17%: far right > right > center > left > far left
18%: right > center > far right > left > far left
16%: center > right > left > far right > far left
16%: center > left > right > far left > far right
17%: left > center > far left > right > far right
16%: far left > left > center > right > far right

	So the first choice votes are as below, and subsequent choices never skip
a place on the spectrum.
far left		left		center		right		far right
16		17		32		18		17
	In this example the center candidate is the first choice of by far the
most voters, wins all of his pairwise comparisons with great ease, and yet
'right' is the winner in IRV.
	This is something of a side point though, as your assertion that IRV
places more importance on first choice votes than Condorcet is generally
correct.
	My deeper argument against the 'strong support versus broad support'
argument does not rely on such examples at all, but rather questions
whether a first choice vote necessarily indicates 'strong support', or a
second choice vote necessarily indicates 'weak support'. My belief is that
such assertions simply cannot be made, as there is no inherent utility
value or emotional value to the different ordinal places on a ballot.
Instead, I believe that the position of one candidate on a ballot only
derives significance from its relation to the position of other
candidates.

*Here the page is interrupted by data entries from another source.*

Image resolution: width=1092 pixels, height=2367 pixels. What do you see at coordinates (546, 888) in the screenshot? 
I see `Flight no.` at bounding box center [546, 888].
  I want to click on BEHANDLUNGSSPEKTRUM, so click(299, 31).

This is why I believe that the pairwise count method is
indispensable. Over the summer I wrote a brief essay which attempts to
drive this point home. The writing could use an overhaul, but nevertheless
in case you're curious the essay can be found in its current form at

http://fc.antioch.edu/~jarmyta@antioch-college.edu/voting_methods/value_of_first_choice.htm

	In closing, I'll say that I imagine Condorcet to have been something of a
hero, a genius with a good heart who was killed by the Jacobins because he
was forthright about his beliefs and cared more about truth and social
progress than about making the right move politically. I would like to
honor his memory by treating his ideas with the respect they deserve, and
I look forward to a time when society will be ready for them.